I am edit answer with @DanielF explanation: "floor doesn't convert to integer, it just gives integer-valued floats, so you still need an astype to change to int" Check this code to understand the solution:
import numpy as np
arr = np.random.rand(1, 10) * 10
print(arr)
arr = np.floor(arr).astype(int)
print(arr)
OUTPUT:
[[2.76753828 8.84095843 2.5537759 5.65017407 7.77493733 6.47403036
7.72582766 5.03525625 9.75819442 9.10578944]]
[[2 8 2 5 7 6 7 5 9 9]]
Answer from Jocker on Stack OverflowI am edit answer with @DanielF explanation: "floor doesn't convert to integer, it just gives integer-valued floats, so you still need an astype to change to int" Check this code to understand the solution:
import numpy as np
arr = np.random.rand(1, 10) * 10
print(arr)
arr = np.floor(arr).astype(int)
print(arr)
OUTPUT:
[[2.76753828 8.84095843 2.5537759 5.65017407 7.77493733 6.47403036
7.72582766 5.03525625 9.75819442 9.10578944]]
[[2 8 2 5 7 6 7 5 9 9]]
As alternative to changing type after floor division, you can provide an output array of the desired data type to np.floor (and to any other numpy ufunc). For example, imagine you want to convert the output to np.int32, then do the following:
import numpy as np
arr = np.random.rand(1, 10) * 10
out = np.empty_like(arr, dtype=np.int32)
np.floor(arr, out=out, casting='unsafe')
As the casting argument already indicates, you should know what you are doing when casting outputs into different types. However, in your case it is not really unsafe.

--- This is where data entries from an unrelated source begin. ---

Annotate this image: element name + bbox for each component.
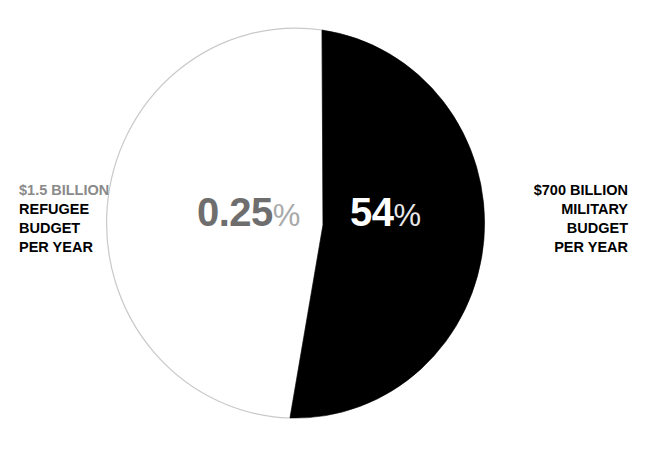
slice-value-refugee-budget: 0.25% — [197, 192, 300, 232]
slice-value-percent-right: % — [394, 198, 422, 233]
slice-value-number-left: 0.25 — [197, 190, 273, 234]
slice-value-percent-left: % — [273, 198, 301, 233]
callout-military-budget: $700 BILLION MILITARY BUDGET PER YEAR — [534, 181, 628, 257]
callout-left-line3: PER YEAR — [19, 238, 109, 257]
slice-value-military-budget: 54% — [350, 192, 421, 232]
slice-value-number-right: 54 — [350, 190, 394, 234]
chart-canvas: 0.25% 54% $1.5 BILLION REFUGEE BUDGET PE… — [0, 0, 645, 465]
callout-refugee-budget: $1.5 BILLION REFUGEE BUDGET PER YEAR — [19, 181, 109, 257]
callout-right-line3: PER YEAR — [534, 238, 628, 257]
callout-left-line1: REFUGEE — [19, 200, 109, 219]
callout-right-line1: MILITARY — [534, 200, 628, 219]
callout-right-amount: $700 BILLION — [534, 181, 628, 200]
callout-left-amount: $1.5 BILLION — [19, 181, 109, 200]
callout-left-line2: BUDGET — [19, 219, 109, 238]
callout-right-line2: BUDGET — [534, 219, 628, 238]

Although, I would not call np.floor in your case, because all values are greater than zero. Therefore, the simplest and probably fastest solution to your problem would be a direct casting to integer.
import numpy as np
arr = (np.random.rand(1, 10) * 10).astype(int)
out is the output array (which must have the same shape as the input).
If you construct it to be of the desired dtype, that'll be the dtype you get:
>>> arr = np.array([5.5, -7.2])
>>> out = np.empty_like(arr, dtype=np.int64)
>>> np.ceil(arr, out)
array([ 6, -7], dtype=int64)
>>> out
array([ 6, -7], dtype=int64)
np.ceil is one of the ufuncs. The general documentation for this category is:
op(X, out=None)
Apply op to X elementwise
Parameters
----------
X : array_like
Input array.
out : array_like
An array to store the output. Must be the same shape as `X`.
Returns
-------
r : array_like
`r` will have the same shape as `X`; if out is provided, `r`
will be equal to out.
out and r are different ways of getting the function output. The simplest is to just let the function return the value. But sometimes you may want give it the array out which it will fill. Controlling the dtype is one reason to use out. Another is to conserve memory by 'reusing' an array that already exists.
The array returned by np.ceil can also be cast to your desired type, e.g. np.ceil(x).astype('int').